Monday, July 28, 2008

Thank You, And Goodnight

Last night I went to a show at a place that shares a wall with Alfred's Tomato Pies, and so the outside area where smokers and smokers' girlfriends hang out between bands is characterized by the divine aroma of Trenton pizza. Inside, though, it smells like a dentist's office, which is fitting since it used to be one. As you walk in, you are greeted by a large framed cartoon, drawn in what appears to be crayon, of a giant tooth with human facial features sitting in a dentist's chair, letting off a speech bubble that says, "The bill is HOW much?!?!?!" Outside, Matt smoked Marlboros and I popped Tic-Tacs, and suddenly everybody was corralled inside with a general, "They're going on!" I waited until Matt finished his cigarette and then we went inside too.

The place was dark except for sound-activated stage lights of so many competing colors that they all just bled into a dull, muddy purple. I stood at a place on this ramp where I couldn't exactly see the band that was playing, but I could see everyone staring raptly into the purple glow. I changed positions a few times but still couldn't see anything, as though a shifty man in a trenchcoat were holding all the flickering secrets of the universe balled up in his hands and constantly turning his back on me so I wouldn't get to see what was inside. Before I found a good spot, though, I decided that I liked them. I couldn't hear words and I couldn't even hear notes; there was just the duration of yells -- long, long, short, long -- like some sort of familiar morse code in which every member of the audience was fluent. They sounded like New Jersey, in the most nostalgiac, outline-of-New-Jersey-stenciled-on-a-piece-of-fraying-fabric kind of way, and I took immediate comfort in the fact that New Jersey sounds exactly the same even when I am not listening. When I finally made my way up closer to the stage, I saw that New Jersey looks the same too: skinny girlfriends with tattoos and too much eyeliner leaning languidly against their man, who is probably wearing a black hoodie and navy athletic shorts, a uniform that flies in the face of conventional ideas about matching, and one that pays some sort of sartorial tribute to when everything got really weird and angry and people started stabbing each other.

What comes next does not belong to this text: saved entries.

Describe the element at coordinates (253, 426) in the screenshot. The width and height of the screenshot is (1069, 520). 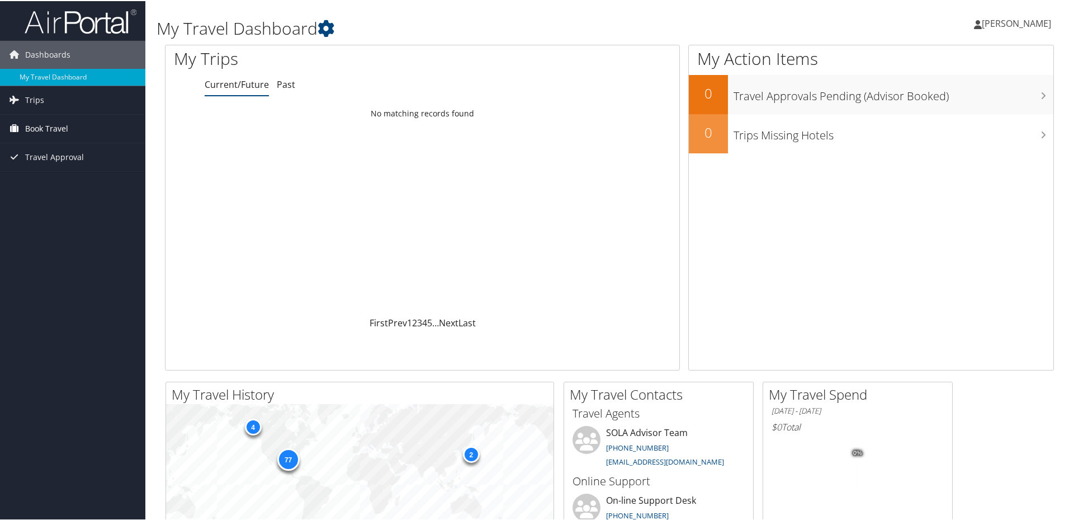
I see `div: 4` at that location.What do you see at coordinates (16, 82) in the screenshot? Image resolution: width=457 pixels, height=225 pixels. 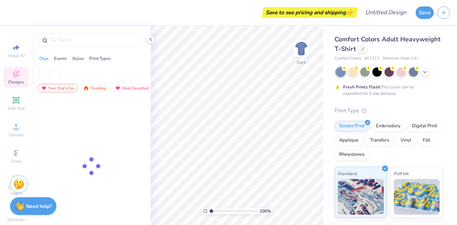 I see `span: Designs` at bounding box center [16, 82].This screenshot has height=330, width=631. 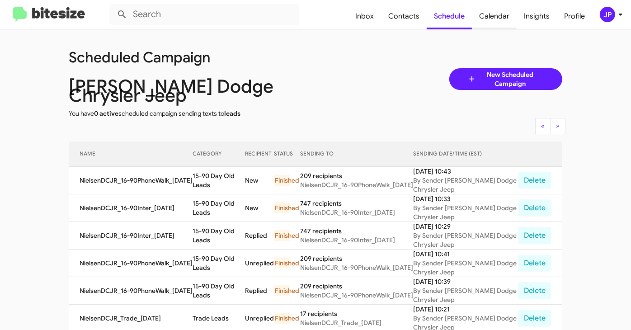 I want to click on th: SENDING TO, so click(x=357, y=154).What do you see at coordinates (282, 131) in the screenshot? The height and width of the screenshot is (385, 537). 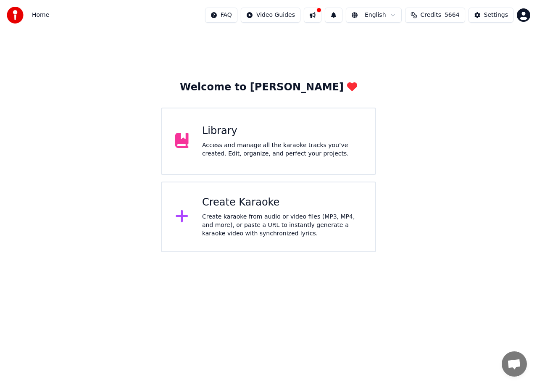 I see `div: Library` at bounding box center [282, 131].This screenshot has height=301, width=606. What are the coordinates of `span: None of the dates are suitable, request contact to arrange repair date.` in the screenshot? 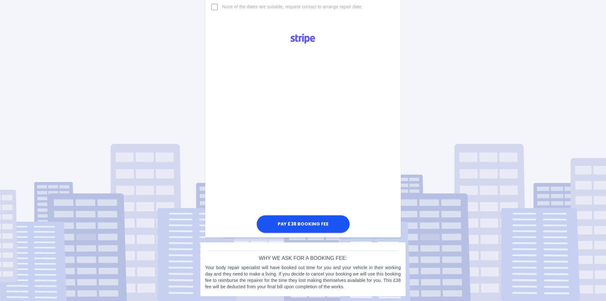 It's located at (292, 7).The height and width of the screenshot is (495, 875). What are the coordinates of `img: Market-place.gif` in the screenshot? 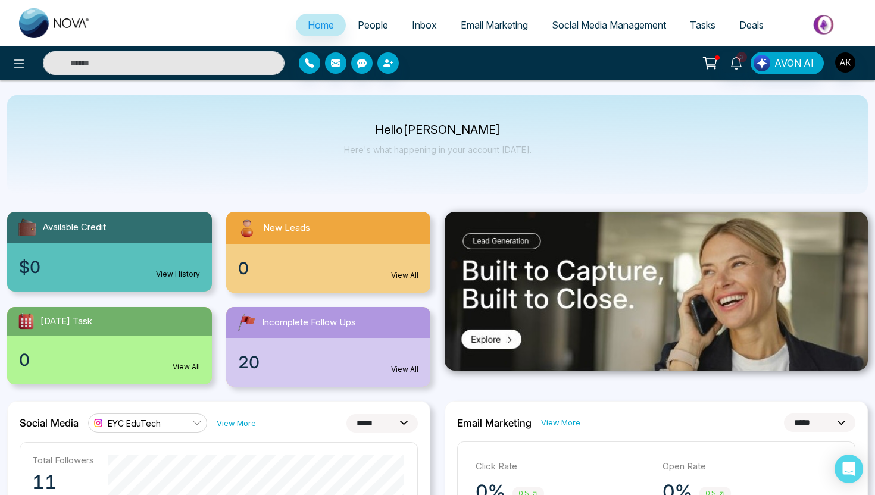 It's located at (824, 24).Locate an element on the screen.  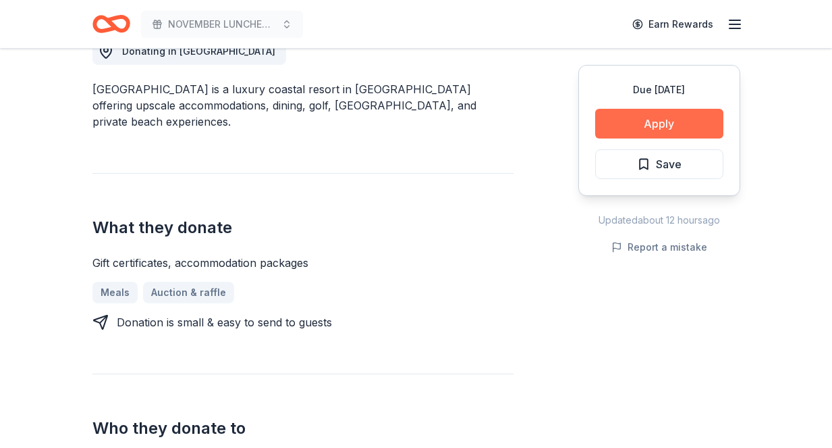
button: Report a mistake is located at coordinates (660, 247).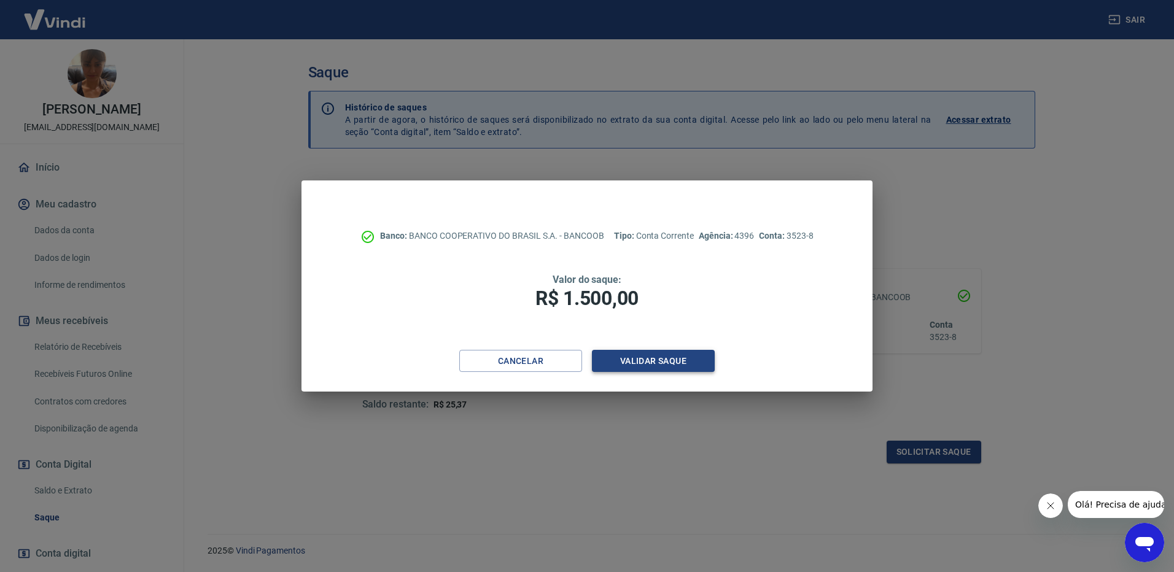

While Matt was setting up, a guy in a torn denim vest who I judged to be about sixteen tried to strike up a conversation with me. "Did you go to the Warped Tour, or whatever?" he asked. I told him I had not. "Well, would you have wanted to go, if you could have?" he asked, and I somehow understood his question completely. "I guess not," I said, though I had no idea who was playing this year. I resisted a sudden and embarrassing urge to explain my laconic answers by saying to him, "I don't live here; I live in DC," but I wasn't sure that that was entirely true. During his set, a kid wearing a sombrero came and sat down on the stage next to Matt. When the song was over, he politely asked, "What do you write your songs about?" Matt said, "Existential dread." Someone in the audience groaned, and rightfully so.

Later, outside, we talked with a guy who said he really liked the set. Then, completely unprovoked, he launched into a vivid description of a fight he was in at a show recently. The show took place at a roller skating rink where I had some of my best birthday parties in grade school. He lifted up his sleeve and showed us where some guy had stabbed him with a box cutter there. And he acted disgusted with it all, but then, with a creepy flicker of pride in his face, he told us a few keywords to search for on Youtube if we wanted to see a good video of the fight. I told him I probably did not want to see that. I liked it better before people started throwing chairs at each other and wielding baseball bats wholeheartedly; I liked it better when it was just a room full of starving eyes squinting at an almost invisible glow.